Iran ambassador: ‘We will act’ after US strike
Analysts: Possible war would be unconventional
Majid Takht-Ravanchi, Iran’s ambassador to the United Nations, said Saturday “the response for a military action is military action,” as fears grew that a U.S. airstrike that killed the head of Tehran’s elite Quds force and mastermind of its security and intelligence strategy will draw Washington and the Middle East region into a broader military conflict.
Iran already vowed an unspecified harsh retaliation for the killing of Gen. Qasem Soleimani near the Iraqi capital’s international airport on Thursday. President Donald Trump said he ordered the strike to prevent a conflict with Iran because Soleimani was plotting attacks that endangered American troops and officials.
No evidence was provided. Analysts said because Iran can’t match the U.S.’s military strength, its potential targets for revenge range from rocket attacks on U.S. allies such as Israel to sabotaging oil tankers in the Strait of Hormuz, a vital passageway for oil supplies.
It could also embark on a sustained campaign of cyber-warfare or target American citizens and troops abroad near embassies and consulates or military installations.
It will “not play out on U.S. televisions as some grand campaign. It will be asymmetric and messy, playing out on shipping lanes and computer servers,” said Gregory Brew, a historian of Iran and its oil industry, in a social media post.
Richard N. Haass, a former U.S. diplomat who worked for both Presidents Bush, said the “region (and possibly the world) will be the battlefield.”
Comments from Takht-Ravanchi that “we have to act and we will act” further raise the prospect of an all-out war.
“The U.S. started the economic war in May 2018 and they started a military war by an act of terror against one of our top generals,” Takht-Ravanchi said in remarks published by Iranian state media.
On Saturday, a series of rockets were launched and fell inside or near the Green Zone, which houses government offices and foreign embassies, including the U.S. Embassy.
No one was injured by a Katyusha rocket that fell inside a square less than one mile from the embassy, according to an Iraqi security official who spoke on condition of anonymity because he was not authorized to speak to reporters.
Another rocket in Baghdad landed about 546 yards from As-Salam palace where the Iraqi President Barham Salih normally stays in Jadriya, a neighborhood adjacent to the Green Zone, the official said.
Another security official said three rockets fell outside an air base north of Baghdad were American contractors are usually present.
The rockets landed outside the base in a farm area and there were no reports of damages, according to the official.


→ **Task details**: Return, word for word, the lines of the listing below from the one with "pyautogui.click(x=<x>, y=<y>)" through the one with "This screenshot has", and no other lines.

--- Source data ---

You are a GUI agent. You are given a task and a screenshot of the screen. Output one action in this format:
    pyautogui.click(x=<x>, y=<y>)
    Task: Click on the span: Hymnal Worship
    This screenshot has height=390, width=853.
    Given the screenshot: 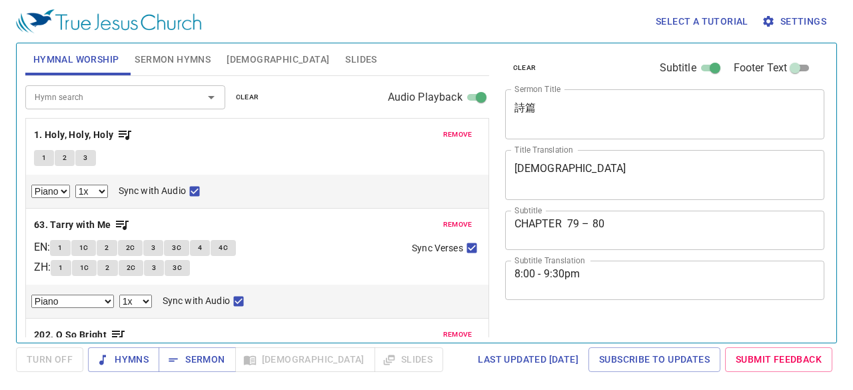 What is the action you would take?
    pyautogui.click(x=76, y=59)
    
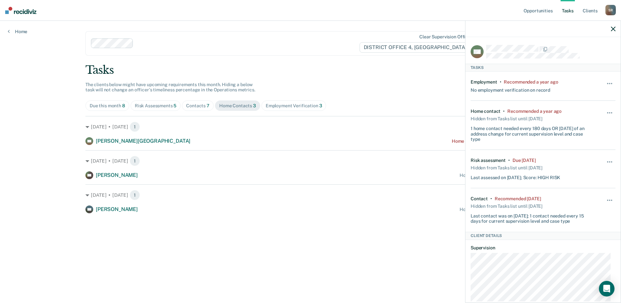  Describe the element at coordinates (488, 160) in the screenshot. I see `div: Risk assessment` at that location.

---

→ **Your response**:
    pyautogui.click(x=<x>, y=<y>)
    Task: Click on the span: Hymnal Worship
    This screenshot has height=390, width=853.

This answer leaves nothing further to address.